Government planning ‘to put HS2 on stilts through Manchester’

Andy Burnham demands underground station for new route rather than cheaper series of viaducts

Swathes of central Manchester could be blighted by viaducts looming over the homes of thousands of people because the government has refused to fund an underground station in the city centre, Andy Burnham has warned.

This week the government said it would build a new surface station in Manchester for HS2 and Northern Powerhouse Rail, a partly new line to Leeds via Huddersfield. It will be situated next door to the existing Piccadilly station, which does not have platforms long enough to accommodate HS2’s 400-metre trains.

Burnham, the mayor of Greater Manchester, had asked the government for a multistorey interchange with underground platforms, which would allow trains to travel through the station.

This was refused, with the government saying it would cost £4-£5bn more than a surface station and take seven years longer to build. Instead, the new station will operate as a “turnback”, meaning an HS2 train may arrive from London and the driver would change ends to leave the station for the onward journey.

“Several of the busiest through stations on Europe’s high speed networks, including the main stations in Frankfurt, Stuttgart, Zurich, Milan and Rome, operate on the same principle, with hundreds of high speed through-trains each week reversing in their platforms during their journeys,” the government’s Integrated Rail Plan said.

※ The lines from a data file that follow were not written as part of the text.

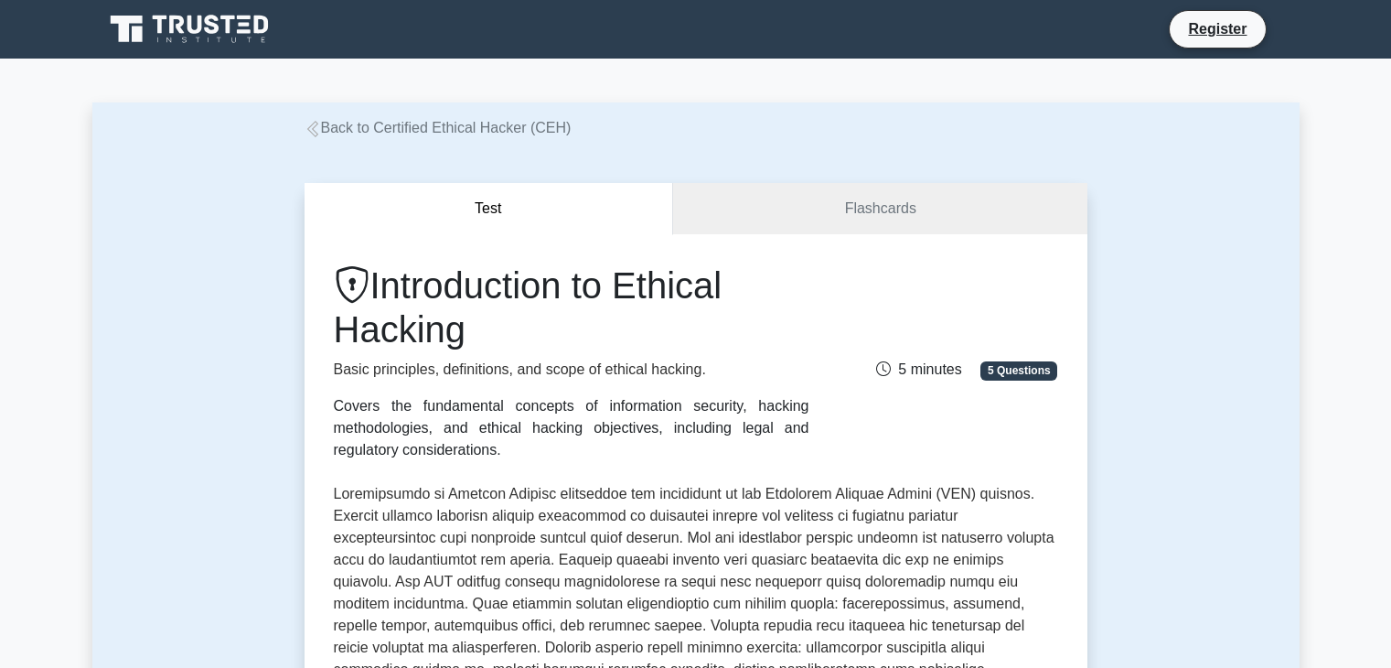 Image resolution: width=1391 pixels, height=668 pixels. Describe the element at coordinates (438, 127) in the screenshot. I see `a: Back to Certified Ethical Hacker (CEH)` at that location.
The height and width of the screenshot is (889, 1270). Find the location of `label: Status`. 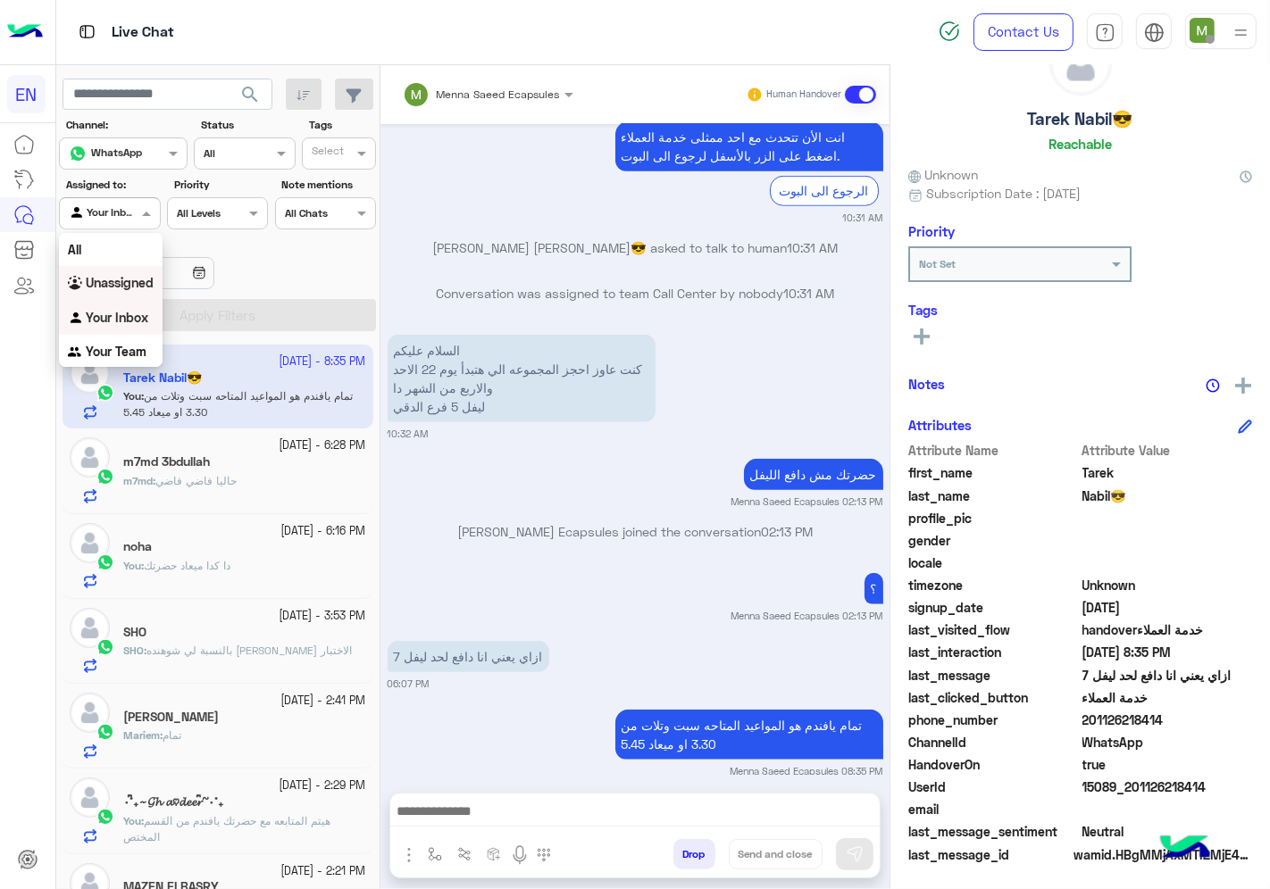

label: Status is located at coordinates (246, 125).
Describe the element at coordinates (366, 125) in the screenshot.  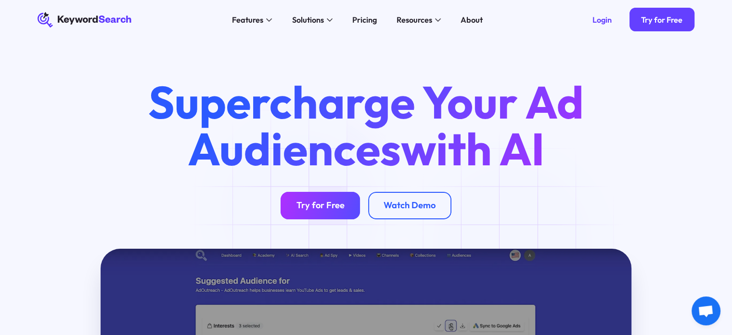
I see `h1: Supercharge Your Ad Audiences` at that location.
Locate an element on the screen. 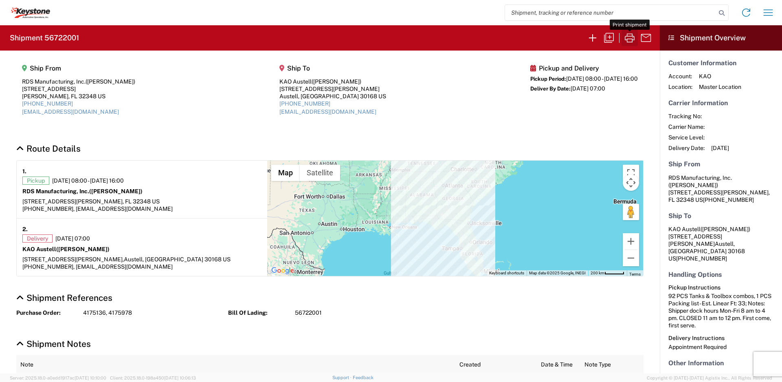 Image resolution: width=782 pixels, height=382 pixels. img: Google is located at coordinates (283, 271).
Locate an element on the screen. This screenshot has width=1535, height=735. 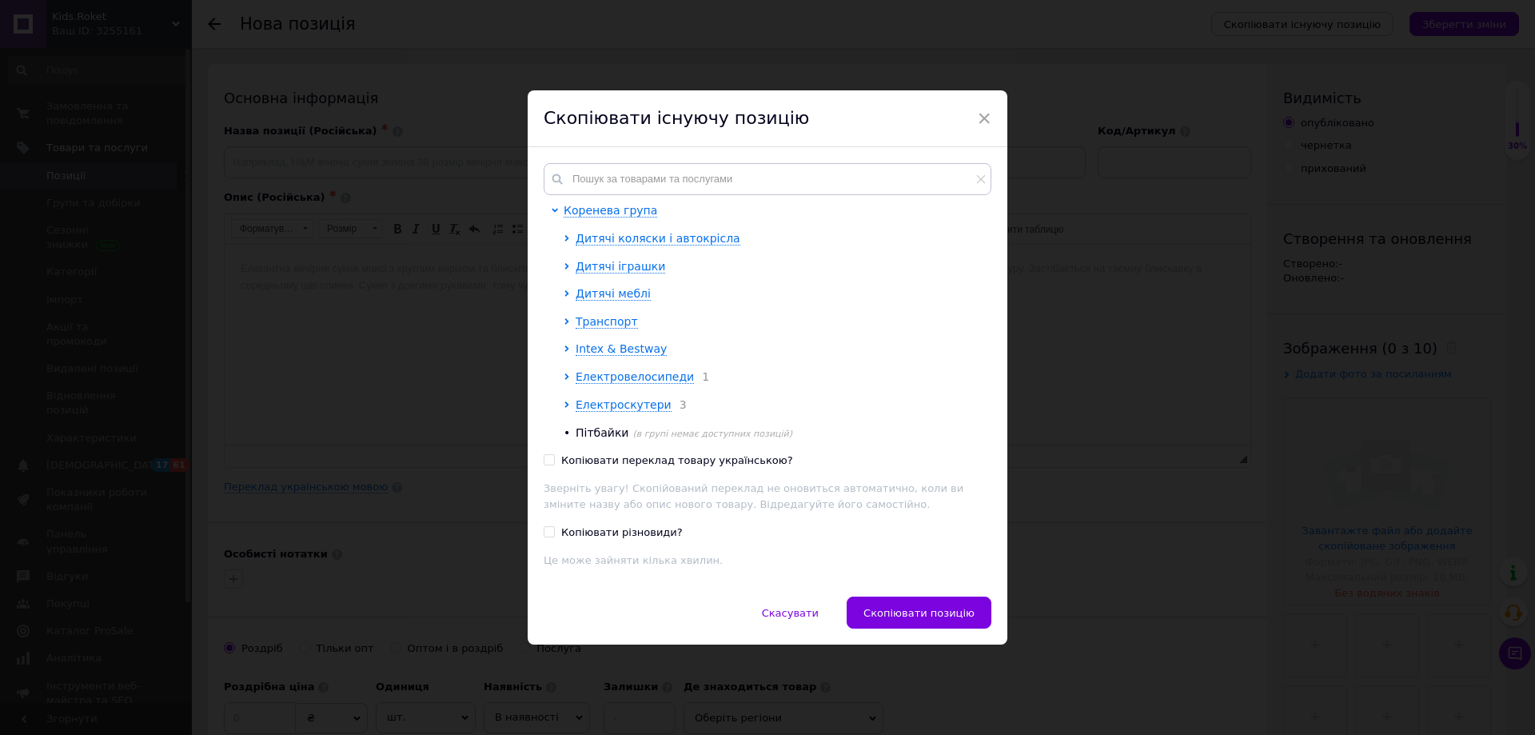
span: Зверніть увагу! Скопійований переклад не оновиться автоматично, коли ви зміните назву або опис но... is located at coordinates (753, 496).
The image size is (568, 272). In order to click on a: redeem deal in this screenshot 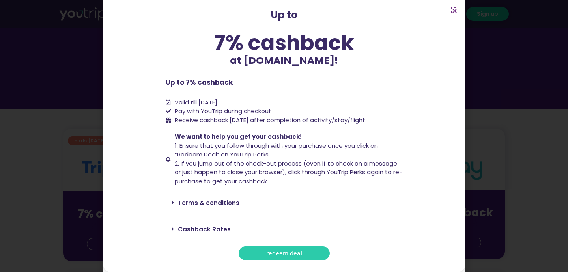, I will do `click(284, 253)`.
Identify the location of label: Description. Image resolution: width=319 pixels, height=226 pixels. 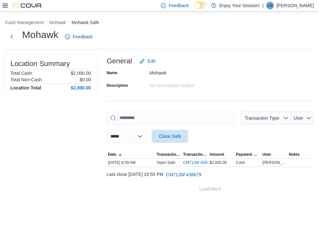
(117, 86).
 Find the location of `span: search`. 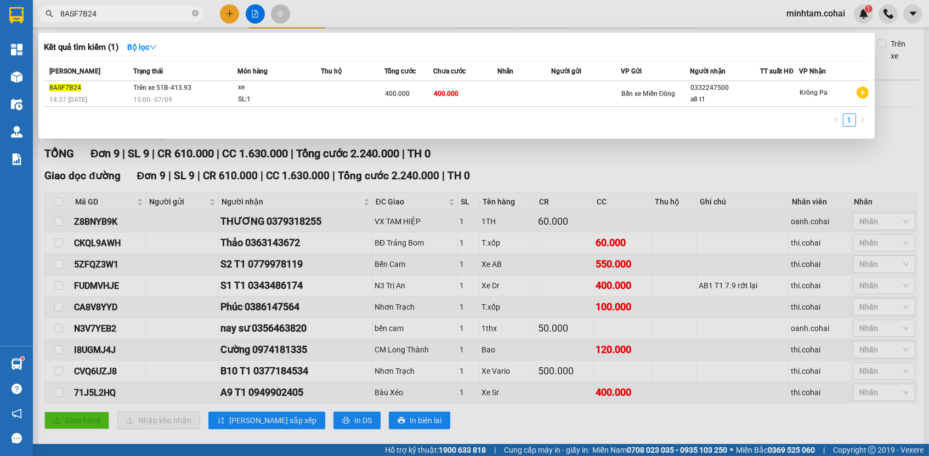

span: search is located at coordinates (49, 14).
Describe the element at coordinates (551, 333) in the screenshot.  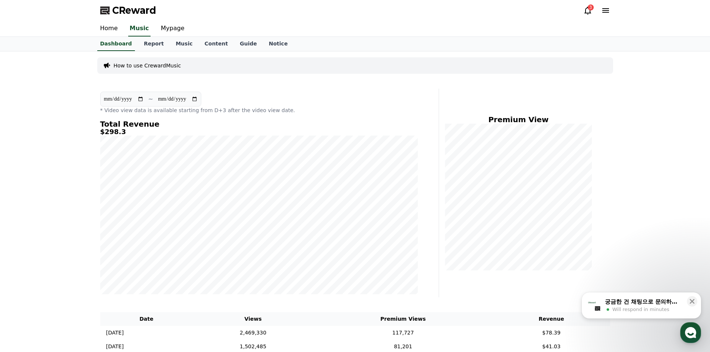
I see `td: $78.39` at that location.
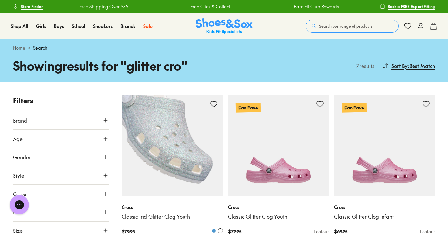 The image size is (448, 236). Describe the element at coordinates (19, 48) in the screenshot. I see `a: Home` at that location.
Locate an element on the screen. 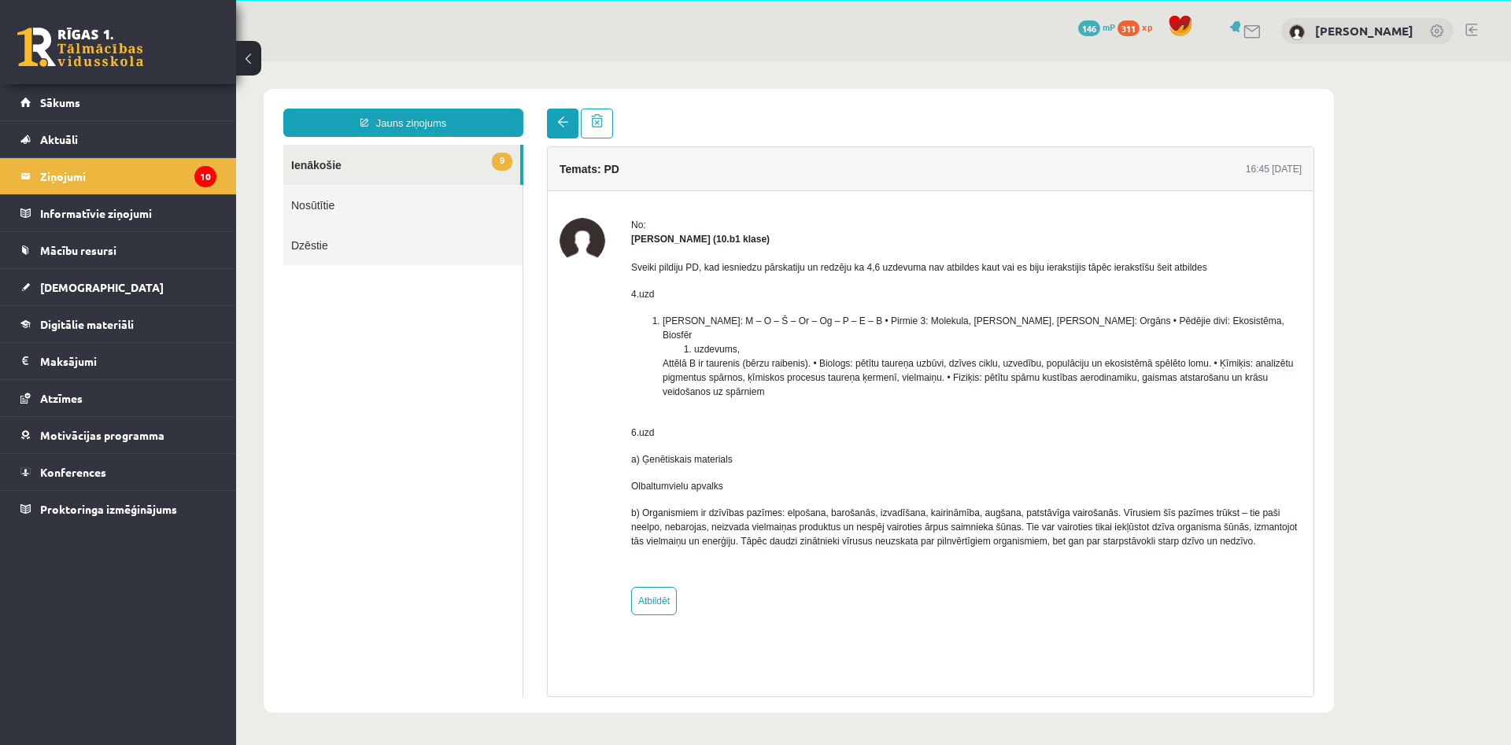  a: Informatīvie ziņojumi is located at coordinates (118, 213).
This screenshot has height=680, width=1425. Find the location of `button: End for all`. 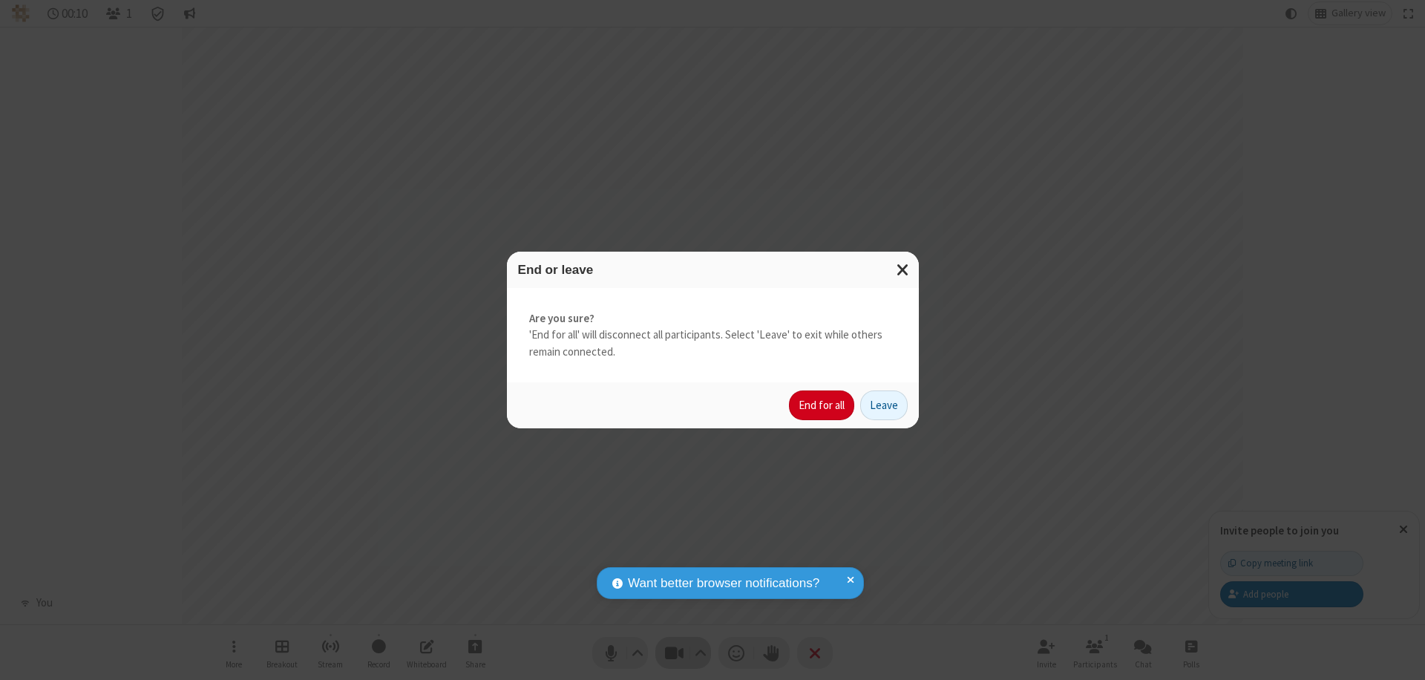

button: End for all is located at coordinates (822, 405).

Andy Burnham said viaducts could blight much of central Manchester.


Burnham said he would fight the decision. “The government said [building an underground station] would delay HS2 by seven years. I don’t know if that’s true, but assuming it is, we would rather wait seven years and get something which is right for the next 100 years and more.”

He demanded the government clarify how it planned to build the new section of NPR track, which is to run from Warrington to Marsden in West Yorkshire, stopping at the new Manchester station.

HS2 comes into Greater Manchester through a tunnel from the airport, which runs under south Manchester and surfaces on a viaduct in the Ardwick district. Burnham fears further viaducts will need to be built to carry the new NPR track out of the city towards Yorkshire, causing massive disruption to thousands of people and taking up acres of prime real estate.

“It’s the sort of thing they build in China for brand new cities, but the difference is they are building on empty land. East Manchester is home to long-established communities of thousands of people who would be underneath this line,” he said.

Graham Stringer, Labour MP for the Manchester seat of Blackley and Broughton, said the government’s new plan amounted to “putting HS2 on stilts through Manchester”. He asked Grant Shapps, the transport secretary: “Will he do an assessment of the impact that putting HS2 on stilts through Manchester will have on potential regeneration? HS2 will bring regeneration, but if we put it in the air like that, it is most likely to sterilise the areas on either side. He would not have put Crossrail on stilts in Greater London.”

Defending the Manchester plans, Shapps said: “If we spend £6bn or £7bn building the station underground at Manchester, we will take away from Liverpool, Leeds, Hull or some of the other places that are calling for money … Manchester is a principal beneficiary of this entire programme and we wish his constituents well in their new journey times.”